(Data records)
------

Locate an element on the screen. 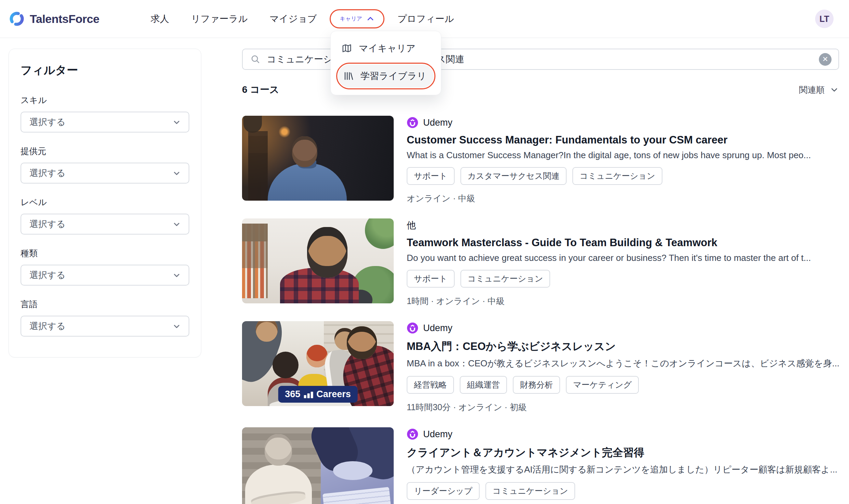 The height and width of the screenshot is (504, 849). skill-select-value: 選択する is located at coordinates (47, 122).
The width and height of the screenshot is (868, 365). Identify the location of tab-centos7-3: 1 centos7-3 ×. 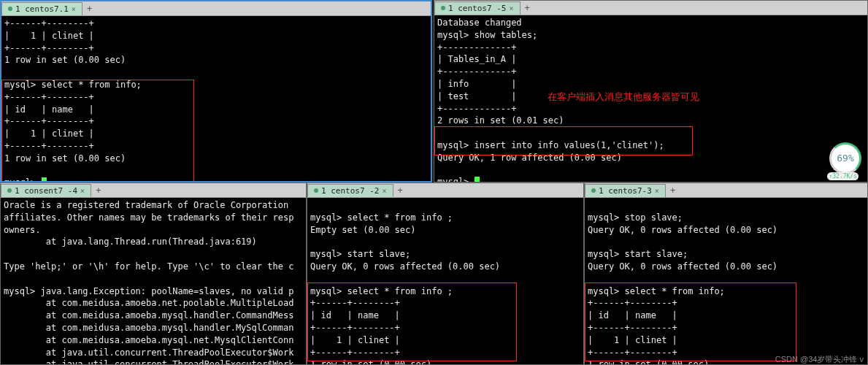
(625, 191).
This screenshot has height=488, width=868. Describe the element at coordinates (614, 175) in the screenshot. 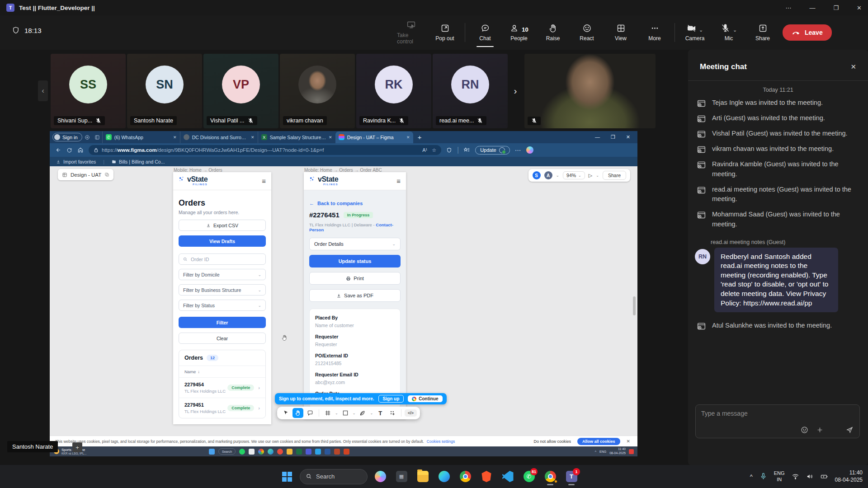

I see `figma-share-button: Share` at that location.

------

Task goal:
Reproduce the records above exactly, but only from the line containing "The width and" through the last line, both included, and without any pictures.

Result of this exercise:
The width and height of the screenshot is (868, 365). Identify the location of tab-centos7-3: 1 centos7-3 ×. 
(625, 191).
This screenshot has height=488, width=868. Describe the element at coordinates (614, 175) in the screenshot. 

I see `figma-share-button: Share` at that location.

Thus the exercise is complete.